Let $u\in \mathbb{C}$ such that $u^3+2=0$, I'm asked to determine whether the extension $\mathbb{Q}(u):\mathbb{Q}$ is Galois.
Now, the polynomial $p(t)=t^3+2\in \mathbb{Q}[t]$ can be decomposed into linear factors in $\mathbb{C}$ as $$(t+\sqrt[3]{2})(t+\sqrt[3]{2}e^{2\pi /3})(t+\sqrt[3]{2}e^{4\pi /3})$$ where $e^{2\pi /3}=\frac{-1+i\sqrt{3}}{2}$. The splitting field of $p$ over $\mathbb{Q}$ is then $\mathbb{Q} (\sqrt[3]{2}, i\sqrt{3})$. The issue is that $\mathbb{Q}(u)$ is probably not equal to $\mathbb{Q}(\sqrt[3]{2}, i\sqrt{3})$, and I'm having issue finding another approach besides (dis)proving the extension is a splitting field. I would appreciate any help.
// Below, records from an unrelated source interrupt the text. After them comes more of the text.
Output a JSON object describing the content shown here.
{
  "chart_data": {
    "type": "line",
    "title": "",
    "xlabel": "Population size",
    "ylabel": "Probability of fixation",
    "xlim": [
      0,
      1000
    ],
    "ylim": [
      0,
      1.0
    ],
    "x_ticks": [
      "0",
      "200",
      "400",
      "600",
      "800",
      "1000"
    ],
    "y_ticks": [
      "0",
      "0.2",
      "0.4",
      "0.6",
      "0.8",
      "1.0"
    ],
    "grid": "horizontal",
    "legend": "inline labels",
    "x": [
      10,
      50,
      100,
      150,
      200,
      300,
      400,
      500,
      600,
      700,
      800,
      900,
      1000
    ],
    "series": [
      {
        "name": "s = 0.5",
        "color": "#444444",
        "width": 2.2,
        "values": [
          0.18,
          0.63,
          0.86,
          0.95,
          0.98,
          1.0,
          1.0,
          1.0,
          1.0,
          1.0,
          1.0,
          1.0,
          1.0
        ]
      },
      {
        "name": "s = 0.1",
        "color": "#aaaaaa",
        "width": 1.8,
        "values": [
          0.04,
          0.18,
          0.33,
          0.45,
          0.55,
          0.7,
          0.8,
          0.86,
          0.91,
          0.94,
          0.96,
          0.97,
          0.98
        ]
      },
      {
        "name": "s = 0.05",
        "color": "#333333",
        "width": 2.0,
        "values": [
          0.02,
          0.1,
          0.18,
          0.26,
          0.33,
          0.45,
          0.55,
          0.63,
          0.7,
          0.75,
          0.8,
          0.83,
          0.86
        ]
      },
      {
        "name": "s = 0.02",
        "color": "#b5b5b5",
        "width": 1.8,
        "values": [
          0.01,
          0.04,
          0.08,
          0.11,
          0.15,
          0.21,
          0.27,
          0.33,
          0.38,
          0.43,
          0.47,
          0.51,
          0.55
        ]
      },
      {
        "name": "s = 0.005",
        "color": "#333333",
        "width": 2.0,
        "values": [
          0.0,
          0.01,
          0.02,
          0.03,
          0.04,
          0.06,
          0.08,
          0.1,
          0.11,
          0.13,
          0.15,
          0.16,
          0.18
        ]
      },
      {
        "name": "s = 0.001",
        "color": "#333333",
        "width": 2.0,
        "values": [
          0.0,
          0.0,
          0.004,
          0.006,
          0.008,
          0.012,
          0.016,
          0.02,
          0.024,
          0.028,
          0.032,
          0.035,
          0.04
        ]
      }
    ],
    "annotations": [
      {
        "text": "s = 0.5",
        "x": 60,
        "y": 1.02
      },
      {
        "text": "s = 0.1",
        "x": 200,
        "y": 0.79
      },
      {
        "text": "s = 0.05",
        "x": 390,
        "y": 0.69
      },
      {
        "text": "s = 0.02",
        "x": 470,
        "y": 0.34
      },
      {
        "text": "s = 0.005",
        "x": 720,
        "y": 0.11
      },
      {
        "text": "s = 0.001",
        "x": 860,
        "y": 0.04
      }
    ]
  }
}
One of the extensions has order $3$ ($u$ has minimal polynomial of degree $3$ over $\Bbb Q$) and the other has order $6$ (extending by $\sqrt[3]2$ has order $3$, and you are still within the reals, so extending by $i\sqrt3$ is a proper extension), so they are clearly not equal.